“The coronavirus pandemic has provided an opportunity for communities to act on their most exclusionary impulses,” writes Andrew W. Kahrl in an essay titled “Who Will Get to Swim This Summer?” in the New York Times. Kahrl, a professor of history and African-American studies at the University of Virginia, describes how wealthy, white areas are reopening beaches and parks but adding security measures and restricting access to residents only.
“Invariably, these measures are justified in the name of public health,” he writes. “This has happened before. Throughout American history, in times of heightened racial tension and rising inequality, the socially advantaged tend to retreat into private spaces, withdraw taxpayer support for public recreation, and work to restrict access to public space within their communities, often using concerns about public health and safety as justification.”
When the Wellfleet Select Board voted recently to restrict Lecount Hollow Beach to residents and property owners, the members had a hard time arguing that public health or safety was the reason.
Selectman Michael DeVasto, who first proposed the idea, cited the “stress that local residents and taxpayers are under” because of the pandemic, but he did not explain how those groups’ stress was any different from that of vacationers or visitors. When challenged by a Wellfleet motel owner on the safety argument, Beach Director Suzanne Grout Thomas admitted that local residents would simply “prefer their own beach without competing with people who are visiting here for a parking space.”
The competition for parking spaces at Wellfleet’s ocean beaches has grown considerably in recent years, as hundreds of spaces have been lost to erosion. A plan to alleviate the shortage by enlarging the lot at White Crest Beach two years ago was derailed by an online campaign by a group of Ocean View Drive property owners who were willing to underwrite a costly lawsuit against the town to stop the expansion.
Professor Kahrl argues that these exclusionary efforts in places like Westport, Conn., were generally aimed at keeping away the “unwashed masses” from the city — blacks, Jews, and Italians — and that they gained momentum in the 1960s as racial strife engulfed American cities. But historian Richard Rothstein, who summers in Wellfleet, doesn’t think the Lecount Hollow residents-only rule is motivated by racial animus.
“There’s an elitism there that goes beyond race,” says Rothstein, author of The Color of Law. “There’s so few African Americans that get to Wellfleet that I can’t imagine this is motivated by race. They just want to keep out the hoi-polloi.”
Whatever the motive, the impulse was ugly and an embarrassment to a town that once was the proud home of Howard Zinn and Noam Chomsky. The decision should be reversed.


Whenever the string "this" turns up in a line of the data below, copy that line.

● ● ● ● ● ● ●

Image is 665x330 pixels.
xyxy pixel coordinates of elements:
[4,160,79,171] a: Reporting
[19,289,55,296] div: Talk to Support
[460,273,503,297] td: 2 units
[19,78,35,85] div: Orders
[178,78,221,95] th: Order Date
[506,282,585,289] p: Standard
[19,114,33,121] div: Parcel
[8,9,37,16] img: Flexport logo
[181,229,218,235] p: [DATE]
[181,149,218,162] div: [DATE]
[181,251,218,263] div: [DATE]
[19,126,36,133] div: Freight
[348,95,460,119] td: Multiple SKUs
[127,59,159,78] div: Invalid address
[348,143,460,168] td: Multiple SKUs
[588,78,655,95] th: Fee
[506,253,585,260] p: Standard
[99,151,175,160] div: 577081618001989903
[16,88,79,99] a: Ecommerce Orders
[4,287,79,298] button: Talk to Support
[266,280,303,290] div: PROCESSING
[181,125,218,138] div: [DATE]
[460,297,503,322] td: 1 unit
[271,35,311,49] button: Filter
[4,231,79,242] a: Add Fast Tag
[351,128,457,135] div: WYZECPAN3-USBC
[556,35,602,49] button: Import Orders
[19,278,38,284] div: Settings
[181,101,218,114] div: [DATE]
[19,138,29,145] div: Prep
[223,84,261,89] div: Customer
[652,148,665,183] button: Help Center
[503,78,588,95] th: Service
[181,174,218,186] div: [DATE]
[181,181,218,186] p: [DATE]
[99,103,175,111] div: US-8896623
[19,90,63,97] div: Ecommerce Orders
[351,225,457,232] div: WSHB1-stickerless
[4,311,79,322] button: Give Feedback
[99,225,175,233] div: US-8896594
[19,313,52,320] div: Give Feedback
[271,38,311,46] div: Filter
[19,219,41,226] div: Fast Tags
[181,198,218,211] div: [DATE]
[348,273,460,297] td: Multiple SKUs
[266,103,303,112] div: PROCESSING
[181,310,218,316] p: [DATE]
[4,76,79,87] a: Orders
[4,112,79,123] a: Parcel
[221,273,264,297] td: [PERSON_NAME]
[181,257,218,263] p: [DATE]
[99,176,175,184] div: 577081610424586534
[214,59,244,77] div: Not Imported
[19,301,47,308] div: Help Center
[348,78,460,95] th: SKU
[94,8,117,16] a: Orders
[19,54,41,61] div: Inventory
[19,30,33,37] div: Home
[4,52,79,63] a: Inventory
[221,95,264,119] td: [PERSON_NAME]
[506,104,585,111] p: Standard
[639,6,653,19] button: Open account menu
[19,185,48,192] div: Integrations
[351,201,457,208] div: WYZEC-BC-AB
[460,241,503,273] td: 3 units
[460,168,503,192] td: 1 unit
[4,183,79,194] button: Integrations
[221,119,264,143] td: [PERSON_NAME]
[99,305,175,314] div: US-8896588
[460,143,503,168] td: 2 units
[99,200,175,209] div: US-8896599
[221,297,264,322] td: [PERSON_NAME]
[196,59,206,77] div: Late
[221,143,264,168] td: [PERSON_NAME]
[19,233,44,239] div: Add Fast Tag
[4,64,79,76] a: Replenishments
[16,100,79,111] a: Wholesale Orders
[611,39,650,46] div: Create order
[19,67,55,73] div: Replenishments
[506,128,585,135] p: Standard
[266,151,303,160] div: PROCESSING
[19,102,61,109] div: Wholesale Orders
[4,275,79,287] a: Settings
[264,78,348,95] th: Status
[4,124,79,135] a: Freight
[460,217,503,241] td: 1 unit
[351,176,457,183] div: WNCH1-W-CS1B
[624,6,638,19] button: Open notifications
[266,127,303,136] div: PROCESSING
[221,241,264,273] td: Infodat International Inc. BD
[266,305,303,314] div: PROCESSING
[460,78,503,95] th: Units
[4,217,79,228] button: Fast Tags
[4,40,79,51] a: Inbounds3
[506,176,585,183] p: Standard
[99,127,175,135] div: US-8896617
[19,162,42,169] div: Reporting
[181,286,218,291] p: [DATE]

● ● ● ● ● ● ●

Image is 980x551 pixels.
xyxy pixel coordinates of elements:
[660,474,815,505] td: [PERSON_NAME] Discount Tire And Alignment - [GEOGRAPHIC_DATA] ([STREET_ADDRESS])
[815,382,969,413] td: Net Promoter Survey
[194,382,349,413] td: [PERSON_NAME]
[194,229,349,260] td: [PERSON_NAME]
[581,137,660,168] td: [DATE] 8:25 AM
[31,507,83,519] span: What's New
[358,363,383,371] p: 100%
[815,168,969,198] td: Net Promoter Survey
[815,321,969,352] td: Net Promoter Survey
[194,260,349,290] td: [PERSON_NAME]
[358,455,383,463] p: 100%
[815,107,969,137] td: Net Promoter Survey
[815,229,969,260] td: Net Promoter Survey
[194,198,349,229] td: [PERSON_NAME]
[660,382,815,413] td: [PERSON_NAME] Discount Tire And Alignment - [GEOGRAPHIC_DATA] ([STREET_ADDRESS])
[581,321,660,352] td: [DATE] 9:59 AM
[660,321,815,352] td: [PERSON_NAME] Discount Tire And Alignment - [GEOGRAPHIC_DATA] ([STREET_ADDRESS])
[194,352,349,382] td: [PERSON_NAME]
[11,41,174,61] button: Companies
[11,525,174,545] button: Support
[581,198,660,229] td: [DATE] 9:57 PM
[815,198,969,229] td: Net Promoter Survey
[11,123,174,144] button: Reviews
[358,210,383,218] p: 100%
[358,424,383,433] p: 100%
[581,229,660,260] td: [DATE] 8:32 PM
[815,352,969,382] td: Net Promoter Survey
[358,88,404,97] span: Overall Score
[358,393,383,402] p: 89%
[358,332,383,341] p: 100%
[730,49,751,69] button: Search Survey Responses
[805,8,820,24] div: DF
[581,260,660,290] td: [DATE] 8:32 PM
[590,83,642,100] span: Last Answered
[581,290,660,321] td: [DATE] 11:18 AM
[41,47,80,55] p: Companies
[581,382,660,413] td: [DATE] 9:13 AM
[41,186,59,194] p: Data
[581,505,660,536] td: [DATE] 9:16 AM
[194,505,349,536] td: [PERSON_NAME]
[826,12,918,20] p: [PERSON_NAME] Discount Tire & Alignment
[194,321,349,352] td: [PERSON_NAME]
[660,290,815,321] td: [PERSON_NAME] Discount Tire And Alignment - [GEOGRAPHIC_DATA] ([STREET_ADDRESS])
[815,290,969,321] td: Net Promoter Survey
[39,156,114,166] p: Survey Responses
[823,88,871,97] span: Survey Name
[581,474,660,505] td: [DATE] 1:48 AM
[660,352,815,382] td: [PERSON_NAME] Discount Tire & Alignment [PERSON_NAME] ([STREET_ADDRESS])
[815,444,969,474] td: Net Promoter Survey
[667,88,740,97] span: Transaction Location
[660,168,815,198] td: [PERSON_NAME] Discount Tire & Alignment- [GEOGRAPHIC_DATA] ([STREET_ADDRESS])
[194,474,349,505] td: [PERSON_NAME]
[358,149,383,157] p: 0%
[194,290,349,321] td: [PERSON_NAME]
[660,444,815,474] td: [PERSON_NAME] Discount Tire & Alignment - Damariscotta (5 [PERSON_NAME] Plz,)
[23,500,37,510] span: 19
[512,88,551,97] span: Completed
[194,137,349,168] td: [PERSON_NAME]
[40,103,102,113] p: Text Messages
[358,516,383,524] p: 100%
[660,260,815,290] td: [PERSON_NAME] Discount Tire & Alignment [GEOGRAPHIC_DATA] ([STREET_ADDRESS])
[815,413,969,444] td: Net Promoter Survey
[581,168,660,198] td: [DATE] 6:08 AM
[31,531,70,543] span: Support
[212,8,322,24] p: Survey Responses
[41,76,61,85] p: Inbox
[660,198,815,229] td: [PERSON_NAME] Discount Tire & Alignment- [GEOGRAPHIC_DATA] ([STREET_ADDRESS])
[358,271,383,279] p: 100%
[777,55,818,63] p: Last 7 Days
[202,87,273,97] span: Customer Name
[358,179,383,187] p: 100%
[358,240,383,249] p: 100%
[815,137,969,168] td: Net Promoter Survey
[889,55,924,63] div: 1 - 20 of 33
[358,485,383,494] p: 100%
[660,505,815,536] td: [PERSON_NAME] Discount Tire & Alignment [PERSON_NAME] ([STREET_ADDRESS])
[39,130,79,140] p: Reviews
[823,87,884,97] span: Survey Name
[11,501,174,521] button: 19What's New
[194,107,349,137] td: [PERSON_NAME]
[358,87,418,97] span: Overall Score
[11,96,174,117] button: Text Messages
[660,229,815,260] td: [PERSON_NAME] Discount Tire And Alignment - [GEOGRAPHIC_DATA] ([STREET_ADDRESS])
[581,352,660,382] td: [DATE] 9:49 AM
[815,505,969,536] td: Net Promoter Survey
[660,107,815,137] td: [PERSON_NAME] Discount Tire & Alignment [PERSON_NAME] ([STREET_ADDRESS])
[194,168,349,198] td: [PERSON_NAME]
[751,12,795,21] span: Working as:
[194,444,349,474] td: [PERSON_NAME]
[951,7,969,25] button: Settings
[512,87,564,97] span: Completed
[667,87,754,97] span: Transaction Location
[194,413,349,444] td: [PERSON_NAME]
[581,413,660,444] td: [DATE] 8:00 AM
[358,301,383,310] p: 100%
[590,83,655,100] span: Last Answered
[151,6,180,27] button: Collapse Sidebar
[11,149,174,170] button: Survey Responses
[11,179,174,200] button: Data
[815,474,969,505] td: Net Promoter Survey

● ● ● ● ● ● ●

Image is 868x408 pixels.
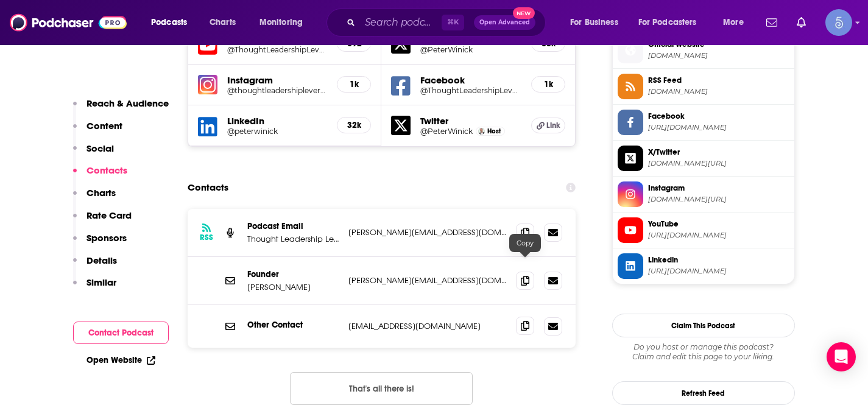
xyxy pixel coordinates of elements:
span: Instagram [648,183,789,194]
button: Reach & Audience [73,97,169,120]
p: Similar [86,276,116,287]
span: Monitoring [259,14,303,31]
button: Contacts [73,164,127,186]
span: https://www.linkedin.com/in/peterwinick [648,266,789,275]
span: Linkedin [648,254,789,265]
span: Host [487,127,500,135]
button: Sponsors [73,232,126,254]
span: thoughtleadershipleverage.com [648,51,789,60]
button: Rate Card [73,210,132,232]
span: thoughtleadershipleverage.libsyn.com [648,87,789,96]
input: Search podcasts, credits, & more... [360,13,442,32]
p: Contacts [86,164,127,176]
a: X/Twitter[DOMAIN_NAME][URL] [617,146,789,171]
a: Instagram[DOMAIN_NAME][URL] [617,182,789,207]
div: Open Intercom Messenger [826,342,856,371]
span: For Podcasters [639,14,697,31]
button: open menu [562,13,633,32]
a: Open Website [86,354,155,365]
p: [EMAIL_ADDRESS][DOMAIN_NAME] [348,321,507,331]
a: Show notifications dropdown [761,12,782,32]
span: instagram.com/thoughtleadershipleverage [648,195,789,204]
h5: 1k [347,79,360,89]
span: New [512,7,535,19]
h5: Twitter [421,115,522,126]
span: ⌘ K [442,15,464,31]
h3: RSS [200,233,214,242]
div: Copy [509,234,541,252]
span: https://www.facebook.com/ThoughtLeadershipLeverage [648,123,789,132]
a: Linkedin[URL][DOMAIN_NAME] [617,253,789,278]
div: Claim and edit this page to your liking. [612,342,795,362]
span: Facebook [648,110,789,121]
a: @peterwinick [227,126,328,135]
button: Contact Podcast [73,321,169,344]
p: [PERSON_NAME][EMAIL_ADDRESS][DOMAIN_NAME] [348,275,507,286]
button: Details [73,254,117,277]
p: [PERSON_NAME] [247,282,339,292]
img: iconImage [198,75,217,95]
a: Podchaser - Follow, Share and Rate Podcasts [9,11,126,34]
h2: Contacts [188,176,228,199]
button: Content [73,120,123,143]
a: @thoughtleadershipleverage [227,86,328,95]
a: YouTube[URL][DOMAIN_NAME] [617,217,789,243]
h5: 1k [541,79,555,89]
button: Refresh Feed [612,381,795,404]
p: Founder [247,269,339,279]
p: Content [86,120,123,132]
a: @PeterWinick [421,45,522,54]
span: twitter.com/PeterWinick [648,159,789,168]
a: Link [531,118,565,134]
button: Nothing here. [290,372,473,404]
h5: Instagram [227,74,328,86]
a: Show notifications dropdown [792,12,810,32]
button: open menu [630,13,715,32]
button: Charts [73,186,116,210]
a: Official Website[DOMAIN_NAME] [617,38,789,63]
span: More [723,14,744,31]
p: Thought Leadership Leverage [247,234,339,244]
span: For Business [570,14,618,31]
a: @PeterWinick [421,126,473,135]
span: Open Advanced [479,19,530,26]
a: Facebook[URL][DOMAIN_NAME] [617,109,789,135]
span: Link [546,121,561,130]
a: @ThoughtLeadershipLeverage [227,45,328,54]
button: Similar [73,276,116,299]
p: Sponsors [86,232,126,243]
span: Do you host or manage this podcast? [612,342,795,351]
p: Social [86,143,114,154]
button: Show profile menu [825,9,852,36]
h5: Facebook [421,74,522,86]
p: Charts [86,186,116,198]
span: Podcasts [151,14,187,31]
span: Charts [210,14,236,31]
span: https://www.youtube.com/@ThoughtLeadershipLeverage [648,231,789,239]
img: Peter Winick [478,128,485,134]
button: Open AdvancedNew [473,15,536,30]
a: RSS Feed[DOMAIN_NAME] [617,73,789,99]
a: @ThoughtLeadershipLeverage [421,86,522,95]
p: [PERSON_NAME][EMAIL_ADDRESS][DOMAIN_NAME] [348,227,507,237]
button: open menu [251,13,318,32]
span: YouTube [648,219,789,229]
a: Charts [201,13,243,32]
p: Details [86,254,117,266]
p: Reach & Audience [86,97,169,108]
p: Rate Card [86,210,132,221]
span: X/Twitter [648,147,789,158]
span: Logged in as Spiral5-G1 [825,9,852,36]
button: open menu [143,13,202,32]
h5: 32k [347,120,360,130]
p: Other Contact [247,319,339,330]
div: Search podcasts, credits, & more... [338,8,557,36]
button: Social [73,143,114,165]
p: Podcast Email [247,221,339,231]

● ● ● ● ● ● ●

Your solution:
div: Claim and edit this page to your liking. [612,342,795,362]
span: Do you host or manage this podcast? [612,342,795,351]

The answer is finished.